I would have been composing at 5 had my father been a musician/composer/teacher! (I did start piano at 4, in a not-particularly-musical household) As it was, I remember hearing that when I was about 9, and thought "Oh well, it's too late for me" - which is a shame! But his first compositions weren't great. You write that like it's some super-human feat or something.

"he was a prodigy from the earliest age. ... Mozarts brain was just tuned for music in a way ours are not." I don't know why people talk like that. Maybe as an excuse for not achieving great things themselves, or even having to try.

There was a Hungarian guy who decided to train his 3 daughters to be chess players, to see just how good they could be given a proper training. The 2nd strongest sister became world champion. The strongest one never played in women-only events, she was too strong, and turned out to be the strongest woman chess player of all time, by a long way. (i.e. Susan and Judit Polgar) I don't think it was because their brains were 'tuned for it'. They just had the perfect environment.



Another example, this[1] music producer's kid developed perfect pitch despite the lack of any training. He was exposed to a rich variety of complex music right from the start. When the dad discovered his son's ability, he found out that the kid had his own names for the notes. IIRC, based on which song begins with that note. I think it's quite likely that if the dad had spent all his days composing music, the son would have been doing that from an early age as well.

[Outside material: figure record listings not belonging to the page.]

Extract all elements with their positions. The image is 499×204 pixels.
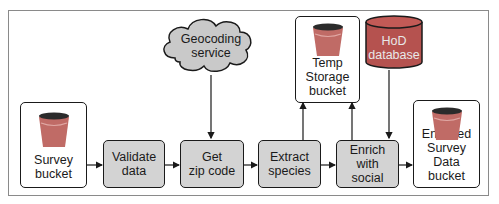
extract-species-label: Extract species	[268, 150, 310, 178]
temp-storage-bucket-label: Temp Storage bucket	[306, 56, 350, 98]
bucket-icon	[311, 22, 345, 58]
enriched-survey-data-bucket-node: Enriched Survey Data bucket	[413, 100, 480, 188]
enrich-with-social-node: Enrich with social	[336, 140, 399, 188]
get-zip-code-label: Get zip code	[189, 150, 236, 178]
temp-storage-bucket-node: Temp Storage bucket	[295, 16, 360, 103]
get-zip-code-node: Get zip code	[180, 140, 244, 188]
survey-bucket-label: Survey bucket	[34, 153, 73, 181]
bucket-icon	[37, 111, 71, 149]
validate-data-node: Validate data	[103, 140, 165, 188]
bucket-icon	[430, 106, 464, 142]
hod-database-label: HoD database	[366, 34, 422, 62]
extract-species-node: Extract species	[258, 140, 321, 188]
geocoding-service-label: Geocoding service	[175, 32, 247, 60]
validate-data-label: Validate data	[112, 150, 156, 178]
enrich-with-social-label: Enrich with social	[337, 143, 398, 185]
survey-bucket-node: Survey bucket	[20, 102, 87, 188]
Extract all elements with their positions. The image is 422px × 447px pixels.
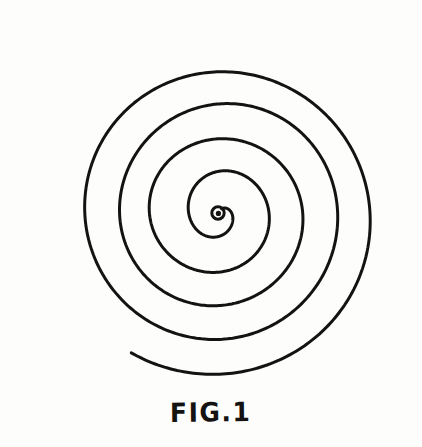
spiral-drawing — [0, 0, 422, 447]
center-dot — [216, 211, 221, 216]
spiral-curve — [85, 72, 371, 375]
figure-sheet: FIG.1 — [0, 0, 422, 447]
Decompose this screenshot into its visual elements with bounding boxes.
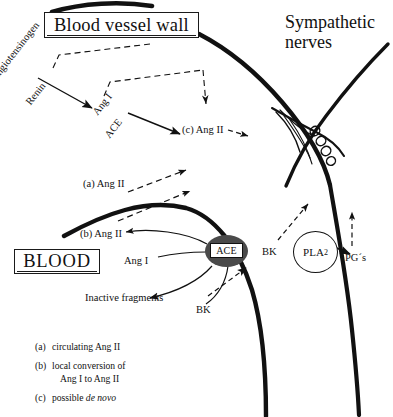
legend-tag-b: (b) <box>35 360 52 385</box>
legend-tag-c: (c) <box>35 392 52 404</box>
legend-text-c: possible de novo <box>52 392 235 404</box>
legend-tag-a: (a) <box>35 341 52 353</box>
pla2-subscript: 2 <box>324 248 328 257</box>
dashed-arrow-c-angii-to-nerve <box>228 130 248 136</box>
label-inactive-fragments: Inactive fragments <box>85 292 163 304</box>
curve-angi-to-ace <box>158 252 206 257</box>
label-bk-wall: BK <box>262 246 277 258</box>
label-sympathetic-nerves-line1: Sympathetic <box>285 12 375 32</box>
legend-item-c: (c) possible de novo <box>35 392 235 404</box>
box-blood-vessel-wall: Blood vessel wall <box>44 12 199 38</box>
legend-text-b: local conversion of Ang I to Ang II <box>52 360 235 385</box>
box-blood: BLOOD <box>14 249 100 274</box>
dashed-arrow-to-c-angii <box>203 70 206 104</box>
label-sympathetic-nerves: Sympathetic nerves <box>285 12 375 52</box>
label-b-ang-ii: (b) Ang II <box>80 228 122 240</box>
legend-text-a: circulating Ang II <box>52 341 235 353</box>
pla2-label: PLA <box>303 246 324 258</box>
curve-ace-to-bk <box>206 266 228 304</box>
box-blood-text: BLOOD <box>23 251 91 272</box>
label-c-ang-ii: (c) Ang II <box>182 124 223 136</box>
label-bk-blood: BK <box>196 304 211 316</box>
nerve-branch-main <box>272 108 344 156</box>
legend-item-b: (b) local conversion of Ang I to Ang II <box>35 360 235 385</box>
dashed-bracket-inner <box>104 70 203 96</box>
label-pgs: PG´s <box>345 252 366 264</box>
vessel-wall-top-fragment <box>52 3 152 12</box>
legend-item-a: (a) circulating Ang II <box>35 341 235 353</box>
legend-text-c-italic: de novo <box>86 392 116 403</box>
diagram-canvas: Blood vessel wall BLOOD Sympathetic nerv… <box>0 0 393 417</box>
pla2-enzyme-circle: PLA2 <box>293 231 338 273</box>
vessel-wall-outer-lower <box>330 185 359 415</box>
label-sympathetic-nerves-line2: nerves <box>285 32 375 52</box>
legend-text-c-plain: possible <box>52 392 86 403</box>
label-a-ang-ii: (a) Ang II <box>83 178 124 190</box>
dashed-bracket-outer <box>53 44 150 68</box>
box-inner-rule <box>47 35 196 36</box>
dashed-arrow-a-angii <box>128 170 186 192</box>
box-blood-vessel-wall-text: Blood vessel wall <box>54 15 189 36</box>
arrow-angi-to-angii-wall <box>128 113 180 134</box>
vessel-wall-outer-upper <box>199 34 330 185</box>
curve-ace-to-b-angii <box>126 231 207 245</box>
label-ang-i-blood: Ang I <box>124 255 148 267</box>
box-inner-rule <box>17 271 97 272</box>
legend-text-b-line2: Ang I to Ang II <box>52 373 235 385</box>
legend-text-b-line1: local conversion of <box>52 360 235 372</box>
sympathetic-nerve-trunk <box>286 44 388 186</box>
ace-enzyme-label: ACE <box>210 243 243 258</box>
arrow-angiotensinogen-to-angi <box>38 78 92 108</box>
figure-legend: (a) circulating Ang II (b) local convers… <box>35 341 235 411</box>
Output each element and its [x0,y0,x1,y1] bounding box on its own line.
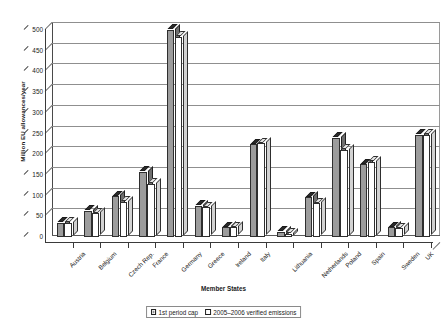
legend-item: 2005–2006 verified emissions [205,309,296,316]
plot-area [45,22,440,243]
bar-series-container [45,22,440,243]
x-axis-tick-labels: AustriaBelgiumCzech Rep.FranceGermanyGre… [0,248,447,288]
bar-side-face [431,129,436,235]
bar-front-face [415,135,422,236]
bar-group [45,22,440,243]
legend-item: 1st period cap [151,309,199,316]
chart-legend: 1st period cap2005–2006 verified emissio… [146,306,302,318]
x-axis-tick-label: Germany [180,250,203,273]
x-axis-title: Member States [0,285,447,292]
bar-cap [415,135,422,236]
x-axis-tick-label: Lithuania [290,250,313,273]
x-axis-tick-label: Spain [370,250,386,266]
x-axis-tick-label: UK [423,250,434,261]
legend-label: 2005–2006 verified emissions [213,309,296,316]
x-axis-tick-label: Italy [258,250,271,263]
bar-front-face [423,135,430,236]
bar-chart: Million EU allowances/year 0501001502002… [0,0,447,331]
x-axis-tick-label: Greece [206,250,226,270]
x-axis-tick-label: Sweden [400,250,421,271]
legend-swatch-ver [205,309,211,315]
legend-label: 1st period cap [159,309,199,316]
x-axis-tick-label: Ireland [233,250,252,269]
bar-verified [423,135,430,236]
legend-swatch-cap [151,309,157,315]
x-axis-tick-label: Belgium [96,250,117,271]
x-axis-tick-label: Austria [68,250,87,269]
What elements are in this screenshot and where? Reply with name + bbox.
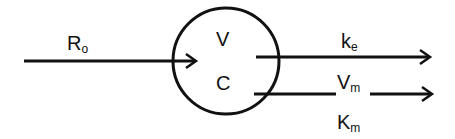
- volume-label: V: [216, 29, 229, 49]
- input-arrow: [24, 54, 196, 68]
- input-rate-label: Ro: [67, 33, 88, 55]
- elimination-constant-label: ke: [341, 31, 358, 53]
- concentration-label: C: [216, 73, 230, 93]
- compartment-diagram: [0, 0, 455, 139]
- vmax-label: Vm: [337, 72, 360, 94]
- km-label: Km: [337, 112, 360, 134]
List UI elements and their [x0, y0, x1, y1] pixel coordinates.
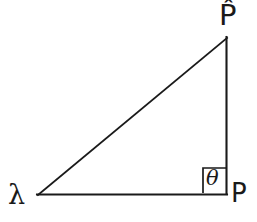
vertex-label-lambda: λ: [8, 181, 25, 208]
angle-label-theta: θ: [206, 168, 219, 189]
vertex-label-p: P: [231, 180, 247, 206]
triangle-diagram-canvas: λ P̂ P θ: [0, 0, 257, 222]
hypotenuse-line: [38, 38, 227, 195]
vertex-label-p-hat: P̂: [219, 1, 237, 30]
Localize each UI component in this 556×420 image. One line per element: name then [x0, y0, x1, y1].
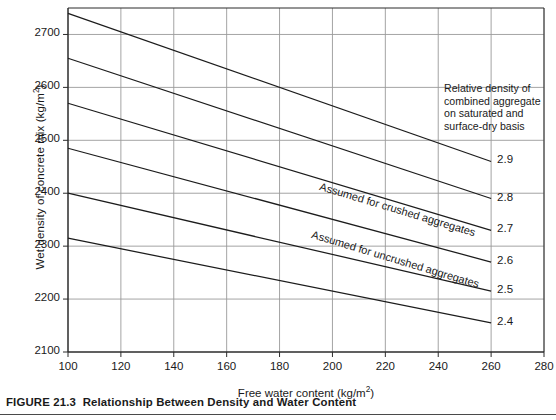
figure-container: Wet density of concrete mix (kg/m2) Free… [0, 0, 556, 420]
grid-lines-horizontal [68, 34, 544, 299]
series-end-label-2.6: 2.6 [497, 254, 513, 266]
series-end-label-2.8: 2.8 [497, 191, 513, 203]
y-tick-label: 2400 [16, 185, 60, 197]
x-tick-label: 160 [202, 360, 252, 372]
x-tick-label: 140 [149, 360, 199, 372]
x-tick-label: 240 [413, 360, 463, 372]
x-tick-label: 120 [96, 360, 146, 372]
y-tick-label: 2600 [16, 79, 60, 91]
y-tick-label: 2100 [16, 344, 60, 356]
annotation-line: Relative density of [444, 82, 556, 95]
chart-plot-area [0, 0, 556, 420]
x-tick-label: 280 [519, 360, 556, 372]
series-end-label-2.4: 2.4 [497, 315, 513, 327]
y-tick-label: 2500 [16, 132, 60, 144]
figure-caption-title: Relationship Between Density and Water C… [83, 396, 357, 408]
x-tick-label: 180 [255, 360, 305, 372]
annotation-line: surface-dry basis [444, 120, 556, 133]
series-end-label-2.9: 2.9 [497, 153, 513, 165]
x-tick-label: 260 [466, 360, 516, 372]
y-tick-label: 2700 [16, 26, 60, 38]
x-tick-label: 220 [360, 360, 410, 372]
x-tick-label: 100 [43, 360, 93, 372]
relative-density-annotation: Relative density ofcombined aggregateon … [444, 82, 556, 132]
caption-divider [0, 414, 556, 415]
series-end-label-2.5: 2.5 [497, 283, 513, 295]
annotation-line: on saturated and [444, 107, 556, 120]
series-end-label-2.7: 2.7 [497, 222, 513, 234]
x-tick-label: 200 [307, 360, 357, 372]
figure-caption: FIGURE 21.3 Relationship Between Density… [6, 396, 356, 408]
y-tick-label: 2200 [16, 291, 60, 303]
axis-lines [68, 8, 544, 352]
y-tick-label: 2300 [16, 238, 60, 250]
annotation-line: combined aggregate [444, 95, 556, 108]
figure-caption-number: FIGURE 21.3 [6, 396, 76, 408]
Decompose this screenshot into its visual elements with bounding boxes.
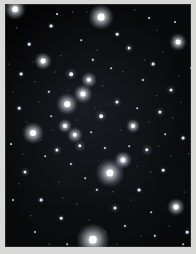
star-glow — [46, 89, 52, 95]
star — [18, 183, 19, 184]
star — [20, 73, 23, 76]
star — [162, 51, 163, 52]
star-glow — [140, 77, 146, 83]
star-glow — [90, 57, 96, 63]
star — [87, 78, 91, 82]
star-glow — [135, 186, 143, 194]
star — [69, 72, 73, 76]
star — [152, 63, 155, 66]
star-glow — [124, 43, 134, 53]
star — [116, 101, 119, 104]
star-glow — [15, 104, 23, 112]
star — [72, 11, 73, 12]
star — [172, 117, 173, 118]
star — [38, 101, 39, 102]
star — [174, 21, 176, 23]
star — [104, 231, 105, 232]
star-glow — [94, 187, 100, 193]
star — [78, 144, 81, 147]
star — [56, 13, 58, 15]
star — [63, 198, 64, 199]
star — [63, 124, 67, 128]
star — [22, 153, 23, 154]
star — [134, 9, 135, 10]
star — [120, 129, 121, 130]
star — [69, 90, 70, 91]
star — [10, 143, 12, 145]
star-glow — [67, 127, 83, 143]
star — [98, 14, 105, 21]
star — [109, 104, 110, 105]
star — [16, 27, 17, 28]
star — [40, 199, 43, 202]
star — [106, 169, 113, 176]
star-glow — [56, 93, 78, 115]
star — [171, 156, 172, 157]
star-glow — [95, 158, 125, 188]
star-glow — [155, 107, 165, 117]
star — [138, 189, 141, 192]
star-glow — [47, 22, 55, 30]
star — [182, 137, 185, 140]
star — [137, 166, 138, 167]
star-glow — [102, 145, 108, 151]
star — [54, 71, 55, 72]
star — [50, 115, 52, 117]
star — [96, 189, 98, 191]
star-glow — [167, 198, 185, 216]
star-glow — [169, 33, 187, 51]
star — [50, 25, 53, 28]
star-glow — [76, 223, 110, 247]
star — [76, 203, 77, 204]
star — [117, 244, 118, 245]
star — [80, 39, 82, 41]
star — [41, 140, 42, 141]
star — [60, 217, 63, 220]
star — [113, 206, 116, 209]
star — [84, 177, 86, 179]
star — [144, 59, 145, 60]
star — [188, 153, 189, 154]
star — [99, 114, 103, 118]
star-glow — [57, 214, 65, 222]
star — [170, 89, 173, 92]
star-glow — [152, 233, 158, 239]
star — [87, 12, 88, 13]
star — [53, 130, 54, 131]
star — [60, 55, 61, 56]
star — [26, 121, 27, 122]
star — [181, 102, 182, 103]
star-glow — [114, 151, 132, 169]
image-inner-edge — [5, 4, 191, 247]
star — [178, 75, 179, 76]
star-glow — [166, 85, 176, 95]
star-glow — [17, 70, 25, 78]
star — [110, 67, 112, 69]
star — [190, 67, 191, 69]
star-glow — [113, 30, 121, 38]
star — [73, 133, 77, 137]
star — [184, 191, 185, 192]
star-glow — [149, 60, 157, 68]
star-glow — [141, 144, 153, 156]
star — [182, 243, 184, 245]
star — [44, 155, 46, 157]
star — [186, 231, 189, 234]
photo-frame — [0, 0, 196, 254]
star-field-image — [5, 4, 191, 247]
star — [140, 235, 141, 236]
star — [154, 235, 156, 237]
star — [28, 43, 31, 46]
star — [142, 79, 144, 81]
star — [66, 243, 68, 245]
star-glow — [22, 122, 44, 144]
star — [122, 71, 123, 72]
star-glow — [65, 68, 77, 80]
star — [95, 108, 96, 109]
star-glow — [179, 134, 187, 142]
star — [34, 231, 36, 233]
star — [64, 101, 70, 107]
star-glow — [52, 145, 62, 155]
star — [128, 145, 130, 147]
star-glow — [159, 166, 167, 174]
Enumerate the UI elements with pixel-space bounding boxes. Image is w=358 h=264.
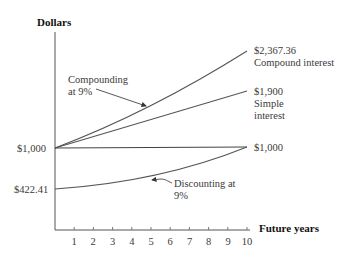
compounding-annotation-1: Compounding — [68, 74, 128, 85]
simple-name-label-1: Simple — [254, 98, 284, 109]
compound-name-label: Compound interest — [254, 57, 334, 68]
x-tick-8: 8 — [202, 236, 216, 247]
x-tick-1: 1 — [67, 236, 81, 247]
discounting-arrow-icon — [152, 179, 172, 183]
x-tick-2: 2 — [86, 236, 100, 247]
x-tick-5: 5 — [144, 236, 158, 247]
discounting-annotation-2: 9% — [174, 190, 188, 201]
x-tick-9: 9 — [221, 236, 235, 247]
x-tick-3: 3 — [106, 236, 120, 247]
y-axis-label: Dollars — [37, 17, 71, 28]
x-tick-6: 6 — [163, 236, 177, 247]
discounting-annotation-1: Discounting at — [174, 178, 236, 189]
compound-value-label: $2,367.36 — [254, 45, 296, 56]
x-tick-4: 4 — [125, 236, 139, 247]
compounding-annotation-2: at 9% — [68, 86, 92, 97]
y-label-1000: $1,000 — [17, 143, 46, 154]
simple-value-label: $1,900 — [254, 86, 283, 97]
x-tick-7: 7 — [183, 236, 197, 247]
x-tick-10: 10 — [240, 236, 254, 247]
x-axis-label: Future years — [259, 223, 319, 234]
simple-name-label-2: interest — [254, 110, 285, 121]
compounding-arrow-icon — [96, 89, 146, 106]
constant-value-label: $1,000 — [254, 142, 283, 153]
constant-line — [55, 147, 247, 148]
simple-interest-line — [55, 91, 247, 148]
y-label-422: $422.41 — [14, 184, 48, 195]
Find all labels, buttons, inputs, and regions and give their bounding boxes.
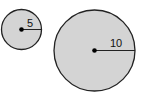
large-radius-label: 10	[110, 37, 122, 49]
small-circle: 5	[2, 10, 42, 50]
circles-diagram: 5 10	[0, 0, 146, 97]
large-circle: 10	[54, 10, 135, 91]
small-radius-label: 5	[27, 17, 33, 29]
small-center-dot	[19, 27, 24, 32]
large-center-dot	[92, 48, 97, 53]
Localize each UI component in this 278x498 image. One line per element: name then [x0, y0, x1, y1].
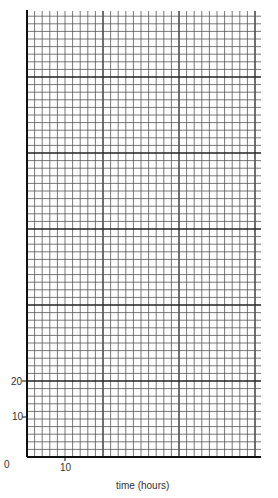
origin-label: 0 — [4, 459, 10, 470]
x-axis-title: time (hours) — [116, 480, 169, 491]
graph-paper-grid — [0, 0, 278, 498]
y-tick-label-10: 10 — [12, 411, 23, 422]
y-tick-label-20: 20 — [11, 376, 22, 387]
x-tick-label-10: 10 — [60, 462, 71, 473]
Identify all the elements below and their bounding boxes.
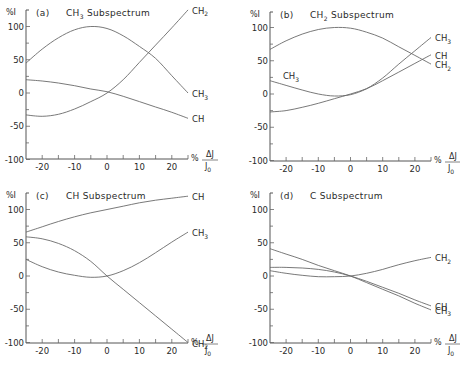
curve-label-ch3: CH3: [435, 33, 451, 45]
curve-ch3: [26, 232, 188, 277]
curve-annotation: CH3: [283, 71, 299, 83]
x-axis-label-numerator: ΔJ: [449, 334, 457, 343]
x-tick-label: 10: [134, 162, 145, 172]
curve-ch2: [26, 10, 188, 116]
x-tick-label: 0: [104, 162, 109, 172]
x-tick-label: -10: [68, 346, 82, 356]
y-tick-label: -50: [10, 121, 24, 131]
panel-tag: (b): [280, 10, 294, 20]
x-tick-label: 10: [377, 164, 388, 174]
curve-ch: [270, 267, 431, 306]
x-tick-label: 20: [166, 346, 177, 356]
panel-b: -100-50050100-20-1001020%I%ΔJJ0(b)CH2 Su…: [249, 10, 460, 175]
x-tick-label: 10: [377, 346, 388, 356]
y-tick-label: 100: [8, 205, 24, 215]
y-tick-label: -100: [5, 155, 24, 165]
panel-title: CH3 Subspectrum: [66, 8, 150, 20]
y-tick-label: -50: [10, 304, 24, 314]
x-tick-label: 20: [166, 162, 177, 172]
y-tick-label: 0: [19, 271, 24, 281]
y-tick-label: -100: [5, 338, 24, 348]
panel-c: -100-50050100-20-1001020%I%ΔJJ0(c)CH Sub…: [5, 191, 218, 357]
curve-ch3: [270, 38, 431, 97]
x-tick-label: 10: [134, 346, 145, 356]
subspectra-chart-grid: -100-50050100-20-1001020%I%ΔJJ0(a)CH3 Su…: [0, 0, 460, 367]
curve-ch3: [270, 249, 431, 310]
y-tick-label: 100: [252, 23, 268, 33]
x-axis-label-denominator: J0: [204, 162, 211, 173]
curve-label-ch3: CH3: [435, 306, 451, 318]
x-tick-label: -20: [35, 346, 49, 356]
curve-label-ch3: CH3: [192, 89, 208, 101]
x-tick-label: -10: [68, 162, 82, 172]
x-tick-label: -10: [311, 164, 325, 174]
panel-title: C Subspectrum: [310, 191, 383, 201]
x-axis-label-numerator: ΔJ: [206, 150, 214, 159]
x-tick-label: 20: [409, 346, 420, 356]
y-tick-label: 100: [8, 22, 24, 32]
curve-label-ch2: CH2: [435, 253, 451, 265]
x-tick-label: -20: [279, 164, 293, 174]
x-tick-label: 0: [348, 164, 353, 174]
x-tick-label: 20: [409, 164, 420, 174]
x-tick-label: -20: [279, 346, 293, 356]
y-tick-label: -100: [249, 338, 268, 348]
curve-ch: [270, 55, 431, 112]
y-axis-label: %I: [250, 191, 260, 200]
panel-tag: (d): [280, 191, 294, 201]
panel-title: CH2 Subspectrum: [310, 10, 394, 22]
curve-label-ch3: CH3: [192, 228, 208, 240]
panel-d: -100-50050100-20-1001020%I%ΔJJ0(d)C Subs…: [249, 191, 460, 357]
x-tick-label: -10: [311, 346, 325, 356]
curve-label-ch2: CH2: [192, 6, 208, 18]
y-tick-label: 0: [19, 88, 24, 98]
x-axis-label-percent: %: [434, 156, 442, 165]
x-axis-label-percent: %: [434, 338, 442, 347]
y-tick-label: -100: [249, 156, 268, 166]
y-tick-label: 50: [257, 238, 268, 248]
x-tick-label: 0: [104, 346, 109, 356]
y-tick-label: -50: [254, 304, 268, 314]
y-axis-label: %I: [6, 8, 16, 17]
y-tick-label: 50: [257, 56, 268, 66]
curve-label-ch2: CH2: [435, 60, 451, 72]
curve-ch: [26, 80, 188, 119]
x-axis-label-numerator: ΔJ: [449, 152, 457, 161]
x-tick-label: 0: [348, 346, 353, 356]
curve-label-ch: CH: [192, 114, 204, 124]
curve-ch2: [270, 257, 431, 276]
y-tick-label: 0: [263, 271, 268, 281]
panel-a: -100-50050100-20-1001020%I%ΔJJ0(a)CH3 Su…: [5, 6, 218, 173]
curve-label-ch: CH: [192, 192, 204, 202]
x-axis-label-percent: %: [191, 154, 199, 163]
x-tick-label: -20: [35, 162, 49, 172]
y-tick-label: 0: [263, 89, 268, 99]
panel-title: CH Subspectrum: [66, 191, 146, 201]
x-axis-label-denominator: J0: [447, 164, 454, 175]
x-axis-label-numerator: ΔJ: [206, 334, 214, 343]
curve-ch2: [270, 27, 431, 64]
y-tick-label: 50: [13, 238, 24, 248]
figure: -100-50050100-20-1001020%I%ΔJJ0(a)CH3 Su…: [0, 0, 460, 367]
y-axis-label: %I: [6, 191, 16, 200]
curve-ch2: [26, 237, 188, 343]
y-axis-label: %I: [250, 10, 260, 19]
x-axis-label-denominator: J0: [447, 346, 454, 357]
y-tick-label: 100: [252, 205, 268, 215]
curve-ch: [26, 196, 188, 232]
panel-tag: (c): [36, 191, 49, 201]
y-tick-label: -50: [254, 122, 268, 132]
panel-tag: (a): [36, 8, 49, 18]
y-tick-label: 50: [13, 55, 24, 65]
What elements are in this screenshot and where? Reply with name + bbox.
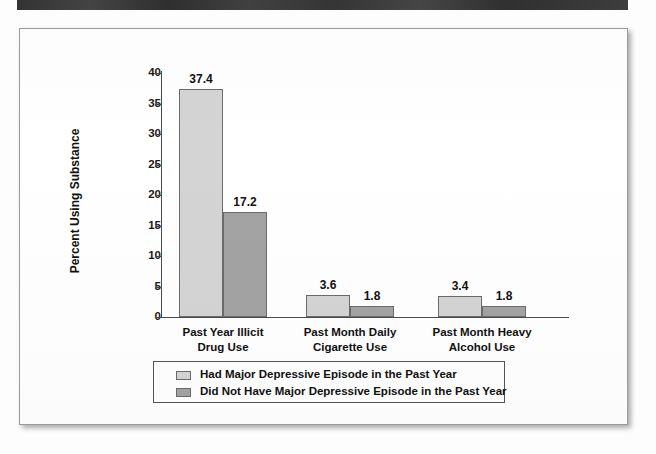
legend-item-label: Did Not Have Major Depressive Episode in… [200,386,507,398]
y-axis-tick-mark [155,195,161,196]
category-label-line: Drug Use [153,340,293,355]
category-label-line: Past Year Illicit [153,325,293,340]
y-axis-tick-mark [155,73,161,74]
bar-2-series-2 [350,306,394,317]
legend-swatch-icon [176,388,191,397]
category-label-line: Cigarette Use [280,340,420,355]
y-axis-title: Percent Using Substance [68,101,82,301]
category-label-line: Past Month Daily [280,325,420,340]
legend-item-label: Had Major Depressive Episode in the Past… [200,369,457,381]
legend-item: Had Major Depressive Episode in the Past… [176,367,504,383]
y-axis-tick-mark [155,104,161,105]
page-header-banner [17,0,628,10]
y-axis-tick-mark [155,165,161,166]
y-axis-tick-mark [155,317,161,318]
category-label-line: Past Month Heavy [412,325,552,340]
category-label-line: Alcohol Use [412,340,552,355]
y-axis-tick-mark [155,287,161,288]
category-label-3: Past Month HeavyAlcohol Use [412,325,552,354]
bar-value-label: 37.4 [169,73,233,85]
y-axis-tick-mark [155,226,161,227]
legend-item: Did Not Have Major Depressive Episode in… [176,384,504,400]
bar-value-label: 17.2 [213,196,277,208]
figure-card: Percent Using Substance 0510152025303540… [19,28,628,425]
bar-value-label: 1.8 [340,290,404,302]
legend-swatch-icon [176,371,191,380]
category-label-1: Past Year IllicitDrug Use [153,325,293,354]
y-axis-tick-mark [155,134,161,135]
x-axis-line [161,317,569,318]
bar-1-series-2 [223,212,267,317]
bar-value-label: 1.8 [472,290,536,302]
y-axis-tick-mark [155,256,161,257]
bar-3-series-2 [482,306,526,317]
y-axis-line [161,71,162,318]
chart-legend: Had Major Depressive Episode in the Past… [153,361,505,403]
bar-chart-plot: Percent Using Substance 0510152025303540… [20,29,629,426]
category-label-2: Past Month DailyCigarette Use [280,325,420,354]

[1] https://www.youtube.com/watch?v=t3Cb1qwCUvI


Heres another way to test your hypothesis that Mozarts genius can be credited to his training and advantage of a musically literate family.

If we applied the same training and familial advantage to many kids would any of them turn out like Mozart?

I'd argue they probably wouldn't because his brain was fundamentally different and that made the difference.

If he didn't have those advantages would he have been discovered as a prodigy as quickly and as early? Maybe not.


Your proposal can't actually test the hypothesis because it can't (reasonably) be done. We don't know how many children were similarly situated and did not turn out like Mozart.

It could be that many musicians with a similar background were/are similarly as good as Mozart, and Mozart's music is especially famous for its cultural appeal and his father's aggressive "marketing" to royalty. There are many reasons one particular musician's musicical legacy can succeed aside from raw skill and creativity, much like the success of a company has a nontrivial luck component.

It could also be that he really was extraordinary above and beyond his family's musical background. Like most discussions about the nature versus nurture of genius, we can't really assert one thing or another.


But again, many people have ideal environments and don't make it; others have environments far from ideal and do.